WHAT IS BEING ASKED: Include in the output the line containing "The height and width of the screenshot is (485, 861)." and each subsequent line of the records, through the end, transcribed exactly. Add nothing else.

(Data excerpts)

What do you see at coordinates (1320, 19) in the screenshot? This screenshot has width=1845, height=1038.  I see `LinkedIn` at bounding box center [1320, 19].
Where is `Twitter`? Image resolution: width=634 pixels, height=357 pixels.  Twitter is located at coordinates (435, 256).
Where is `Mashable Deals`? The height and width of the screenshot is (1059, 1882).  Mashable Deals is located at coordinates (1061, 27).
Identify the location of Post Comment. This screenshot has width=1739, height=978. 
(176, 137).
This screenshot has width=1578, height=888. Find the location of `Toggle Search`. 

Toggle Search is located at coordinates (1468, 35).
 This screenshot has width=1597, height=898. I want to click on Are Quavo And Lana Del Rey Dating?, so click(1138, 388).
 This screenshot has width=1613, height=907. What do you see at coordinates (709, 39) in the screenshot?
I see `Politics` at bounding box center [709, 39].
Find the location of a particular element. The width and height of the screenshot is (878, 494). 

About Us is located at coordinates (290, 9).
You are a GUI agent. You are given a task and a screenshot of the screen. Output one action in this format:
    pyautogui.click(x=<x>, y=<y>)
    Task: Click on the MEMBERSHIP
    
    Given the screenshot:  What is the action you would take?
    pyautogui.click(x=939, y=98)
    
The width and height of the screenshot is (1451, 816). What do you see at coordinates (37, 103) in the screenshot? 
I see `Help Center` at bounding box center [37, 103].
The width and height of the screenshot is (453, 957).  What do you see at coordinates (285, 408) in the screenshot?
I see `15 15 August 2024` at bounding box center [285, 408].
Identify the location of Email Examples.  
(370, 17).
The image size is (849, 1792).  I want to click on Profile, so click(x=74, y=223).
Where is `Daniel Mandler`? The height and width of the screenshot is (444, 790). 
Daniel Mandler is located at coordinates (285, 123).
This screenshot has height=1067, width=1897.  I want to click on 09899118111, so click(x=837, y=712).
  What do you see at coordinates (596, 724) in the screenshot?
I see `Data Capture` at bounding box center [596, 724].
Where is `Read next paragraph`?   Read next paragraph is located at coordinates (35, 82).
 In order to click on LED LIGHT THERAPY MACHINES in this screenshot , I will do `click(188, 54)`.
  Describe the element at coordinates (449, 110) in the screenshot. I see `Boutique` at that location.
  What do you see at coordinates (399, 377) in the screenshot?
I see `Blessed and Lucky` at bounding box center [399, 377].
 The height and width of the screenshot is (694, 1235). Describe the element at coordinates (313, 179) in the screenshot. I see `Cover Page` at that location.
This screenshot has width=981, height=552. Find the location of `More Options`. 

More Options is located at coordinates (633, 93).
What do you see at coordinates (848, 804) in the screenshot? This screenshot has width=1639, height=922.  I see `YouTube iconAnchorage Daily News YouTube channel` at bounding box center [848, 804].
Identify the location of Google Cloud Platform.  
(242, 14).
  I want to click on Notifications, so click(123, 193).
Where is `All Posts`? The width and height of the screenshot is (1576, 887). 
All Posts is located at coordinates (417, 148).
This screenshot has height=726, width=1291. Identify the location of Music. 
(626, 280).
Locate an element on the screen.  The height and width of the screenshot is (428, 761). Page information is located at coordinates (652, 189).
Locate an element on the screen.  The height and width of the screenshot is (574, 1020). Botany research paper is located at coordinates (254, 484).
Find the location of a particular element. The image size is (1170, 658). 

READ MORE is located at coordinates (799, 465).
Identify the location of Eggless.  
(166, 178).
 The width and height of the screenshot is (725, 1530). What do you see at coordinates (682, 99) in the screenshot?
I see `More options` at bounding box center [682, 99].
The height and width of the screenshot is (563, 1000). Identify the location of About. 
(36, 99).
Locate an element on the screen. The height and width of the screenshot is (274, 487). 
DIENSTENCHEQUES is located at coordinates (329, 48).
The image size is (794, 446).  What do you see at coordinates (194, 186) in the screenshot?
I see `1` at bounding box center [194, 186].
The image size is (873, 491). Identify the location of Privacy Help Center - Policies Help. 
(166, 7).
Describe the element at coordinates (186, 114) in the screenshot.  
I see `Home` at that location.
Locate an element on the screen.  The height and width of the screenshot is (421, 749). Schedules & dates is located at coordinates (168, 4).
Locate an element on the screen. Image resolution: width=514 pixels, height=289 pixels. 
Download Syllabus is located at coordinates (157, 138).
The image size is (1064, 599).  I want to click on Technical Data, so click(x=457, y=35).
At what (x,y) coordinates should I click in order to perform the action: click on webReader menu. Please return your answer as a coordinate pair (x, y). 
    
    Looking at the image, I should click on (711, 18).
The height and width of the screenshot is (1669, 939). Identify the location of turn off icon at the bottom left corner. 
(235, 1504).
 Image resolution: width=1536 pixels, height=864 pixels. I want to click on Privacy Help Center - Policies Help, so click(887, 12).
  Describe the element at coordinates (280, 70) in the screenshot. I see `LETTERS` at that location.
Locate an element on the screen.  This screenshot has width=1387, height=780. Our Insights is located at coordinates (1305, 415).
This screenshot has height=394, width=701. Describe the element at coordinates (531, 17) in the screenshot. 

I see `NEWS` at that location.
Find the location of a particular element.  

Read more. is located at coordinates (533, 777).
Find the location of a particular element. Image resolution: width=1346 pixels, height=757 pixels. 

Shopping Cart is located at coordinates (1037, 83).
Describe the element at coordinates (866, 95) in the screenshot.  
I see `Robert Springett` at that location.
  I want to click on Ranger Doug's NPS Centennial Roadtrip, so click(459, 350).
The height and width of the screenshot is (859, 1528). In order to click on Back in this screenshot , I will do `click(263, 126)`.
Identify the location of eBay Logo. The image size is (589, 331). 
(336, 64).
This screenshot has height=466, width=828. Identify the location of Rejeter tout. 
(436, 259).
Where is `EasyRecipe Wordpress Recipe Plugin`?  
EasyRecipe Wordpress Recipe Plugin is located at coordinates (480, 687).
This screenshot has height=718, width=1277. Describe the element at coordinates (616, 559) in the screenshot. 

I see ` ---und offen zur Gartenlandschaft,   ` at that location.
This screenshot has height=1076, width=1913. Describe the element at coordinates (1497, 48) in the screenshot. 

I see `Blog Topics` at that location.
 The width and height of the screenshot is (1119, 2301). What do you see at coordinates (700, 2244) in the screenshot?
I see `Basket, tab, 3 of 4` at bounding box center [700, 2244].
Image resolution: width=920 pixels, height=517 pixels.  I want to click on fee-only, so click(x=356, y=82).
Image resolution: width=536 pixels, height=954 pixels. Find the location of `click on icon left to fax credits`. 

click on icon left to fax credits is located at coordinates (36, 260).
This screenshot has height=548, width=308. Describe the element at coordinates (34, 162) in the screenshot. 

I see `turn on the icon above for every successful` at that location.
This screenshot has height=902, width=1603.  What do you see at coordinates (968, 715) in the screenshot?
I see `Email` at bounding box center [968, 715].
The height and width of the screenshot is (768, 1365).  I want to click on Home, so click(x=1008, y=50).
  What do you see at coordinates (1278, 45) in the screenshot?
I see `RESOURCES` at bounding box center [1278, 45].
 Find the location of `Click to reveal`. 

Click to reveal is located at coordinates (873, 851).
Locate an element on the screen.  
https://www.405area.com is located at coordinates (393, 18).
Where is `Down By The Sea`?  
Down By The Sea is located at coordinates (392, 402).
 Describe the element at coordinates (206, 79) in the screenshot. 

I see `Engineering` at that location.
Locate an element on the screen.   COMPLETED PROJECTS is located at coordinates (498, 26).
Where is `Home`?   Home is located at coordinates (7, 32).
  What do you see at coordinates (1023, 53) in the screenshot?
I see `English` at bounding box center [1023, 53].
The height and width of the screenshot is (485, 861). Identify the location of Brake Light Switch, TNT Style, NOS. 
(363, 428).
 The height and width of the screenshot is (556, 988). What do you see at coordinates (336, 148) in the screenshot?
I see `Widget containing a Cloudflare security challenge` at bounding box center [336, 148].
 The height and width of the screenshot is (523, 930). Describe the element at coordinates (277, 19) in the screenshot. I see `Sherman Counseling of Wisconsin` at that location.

EXERCISE OUTPUT:
The height and width of the screenshot is (485, 861). Identify the location of Brake Light Switch, TNT Style, NOS. 
(363, 428).
 The height and width of the screenshot is (556, 988). What do you see at coordinates (336, 148) in the screenshot?
I see `Widget containing a Cloudflare security challenge` at bounding box center [336, 148].
 The height and width of the screenshot is (523, 930). Describe the element at coordinates (277, 19) in the screenshot. I see `Sherman Counseling of Wisconsin` at that location.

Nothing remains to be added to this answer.